Mark43 CEO Scott Crouch.

For Scott Crouch, building his startup included several hours in a police car.

The Harvard graduate first began working on his software company, Mark43, in 2012 when he was given a class project to work with the Massachusetts state police department. During the project, he had to figure out how to use data and software to help the Massachusetts state police fight gang-related crime.

"We really fell in love with the idea of helping police, of helping out our communities by helping our first responders," Crouch told Business Insider. "We saw how terrible their systems were and decided to really turn it on its head."

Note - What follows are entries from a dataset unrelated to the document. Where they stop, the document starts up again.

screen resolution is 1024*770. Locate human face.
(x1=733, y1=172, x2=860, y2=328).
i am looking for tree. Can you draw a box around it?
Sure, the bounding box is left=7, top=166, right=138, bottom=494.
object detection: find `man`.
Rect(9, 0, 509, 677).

Crouch comes from a family of police officers, so spinning the project out into a full-fledged company was a "mission-driven project." As he began making progress on the idea, he was approached by one of the largest police forces in the country: the Washington D.C. Metropolitan Police Department.

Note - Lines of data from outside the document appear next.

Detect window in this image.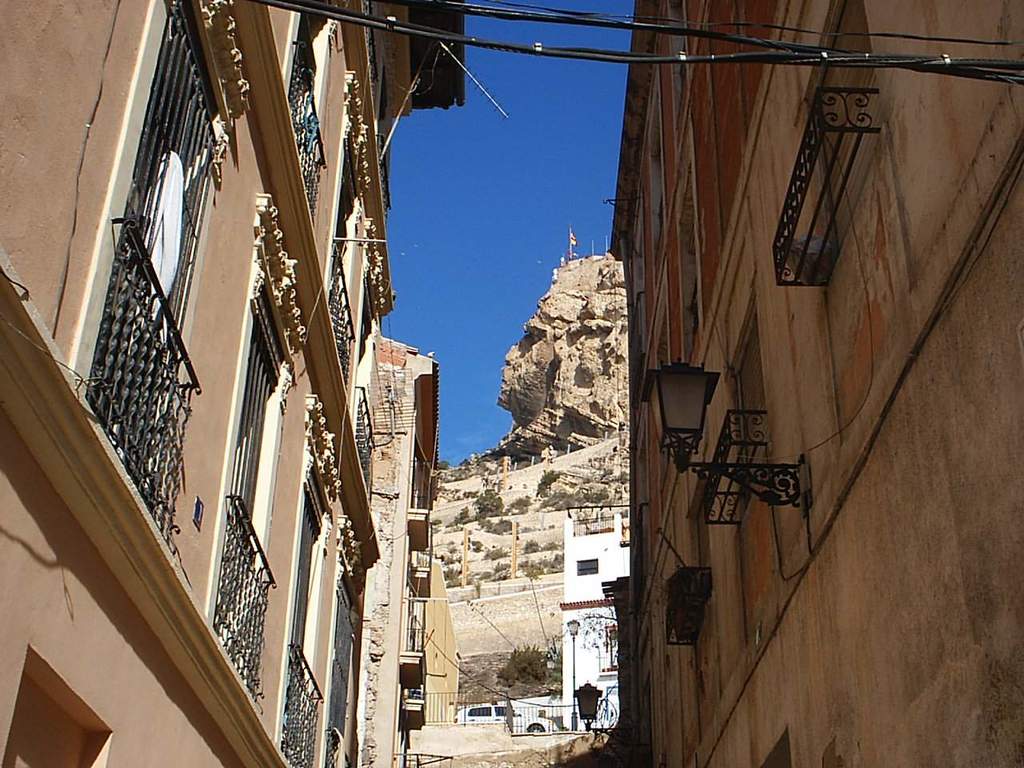
Detection: (x1=210, y1=290, x2=297, y2=703).
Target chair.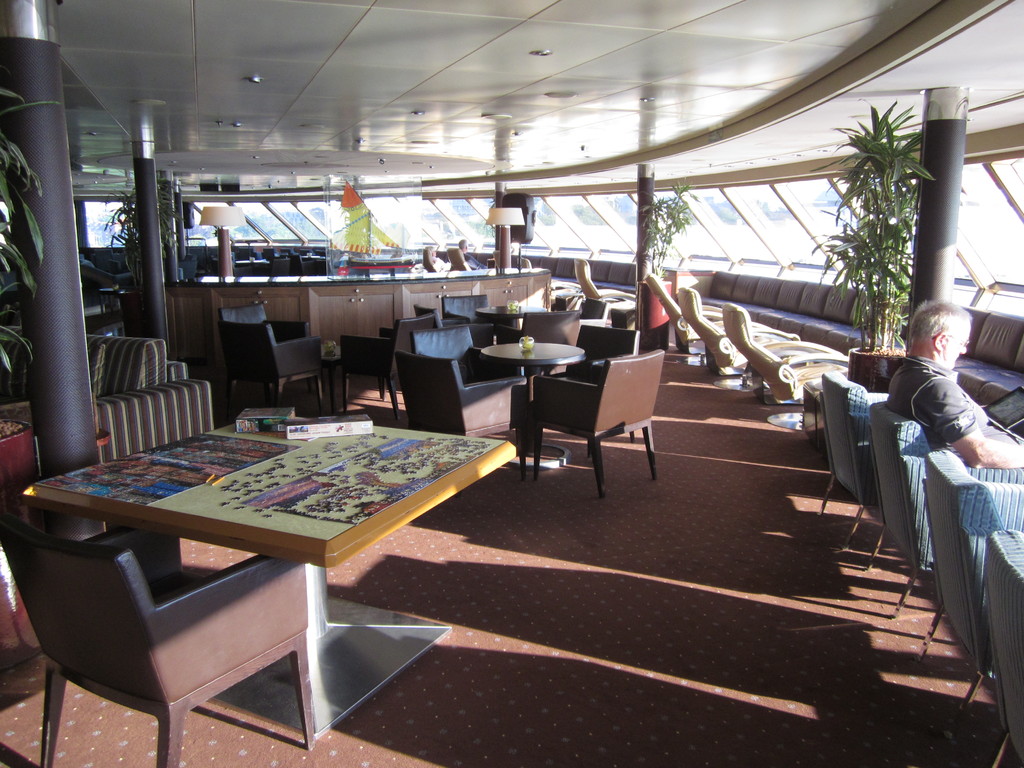
Target region: 721:299:849:431.
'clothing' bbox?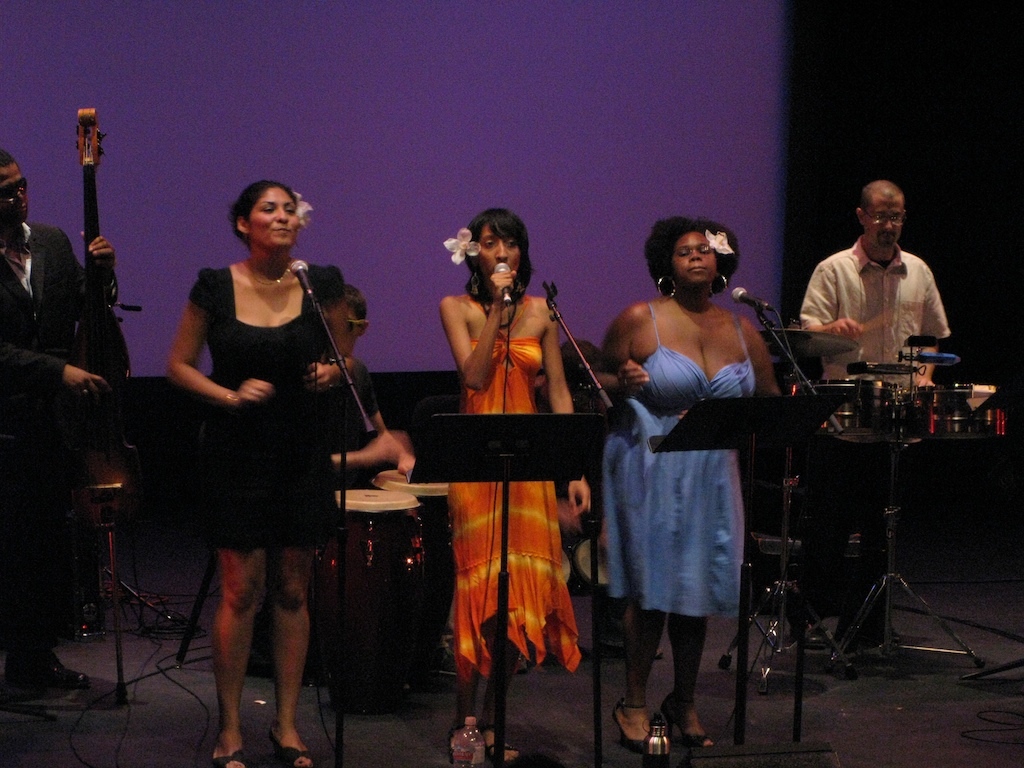
x1=0, y1=227, x2=87, y2=669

Mark43 didn't have a full product at that point, so the company committed to building it in tandem with the D.C. police.

"A lot of it had to do with their chief [at the time]," Crouch said. "She was a really bold thinker when she was police chief in D.C. and she kind of pioneered the idea. Her attitude to it was, 'What do we have to lose?'"

Despite coming from a family of police officers, however, Crouch didn't know the ins and outs of an officer's job. So the company's founders - Crouch, Florian Mayr, and Matthew Polega - spent hours on ridealongs in Southeast D.C.

"The only way to figure out how they do their job, what an arrest was like, was to actually sit in the cars with them and go on patrol," Crouch said. "We had to literally do everything with them and figure out how it's working on the street."

Mark43 CAD.PNG

Mark43

Here's what Mark43's software looks like for the officers who use it.

Mark43's software is aimed at addressing two main problems with the system most police forces currently use: poor usability and slow speeds. Mark43 offers a cloud-based system that police officers can access on a tablet and use to do everything from arrest reports to investigations to data sharing and analysis.

The software that most police currently use was designed in the 90s and hasn't been overhauled since, Crouch says.

"They were taking an hour to do things that really should have taken 30-45 minutes," Crouch said. "They couldn't share data because these systems were on-premise, in basements, in servers, rather than actually having free-flowing access of information between departments."

Now, Mark43's system has been deployed in police forces around the country, including six in Los Angeles County and several in the Pacific Northwest.

The company has raised $41 million from venture capital firms like Spark Capital and General Catalyst, as well as from more diverse investors like Ashton Kutcher, David Patraeus, and actress Sophia Bush, who stars in NBC police drama "Chicago P.D."

Mark43 has offices in New York, Toronto, and D.C., and plans to open up a West Coast office early in 2017. Next, the company is setting its sights on becoming the operating system for all local and state governments, and plans to build a new 911 system for police and fire departments.

"This whole industry is ripe for an overhaul," Crouch said.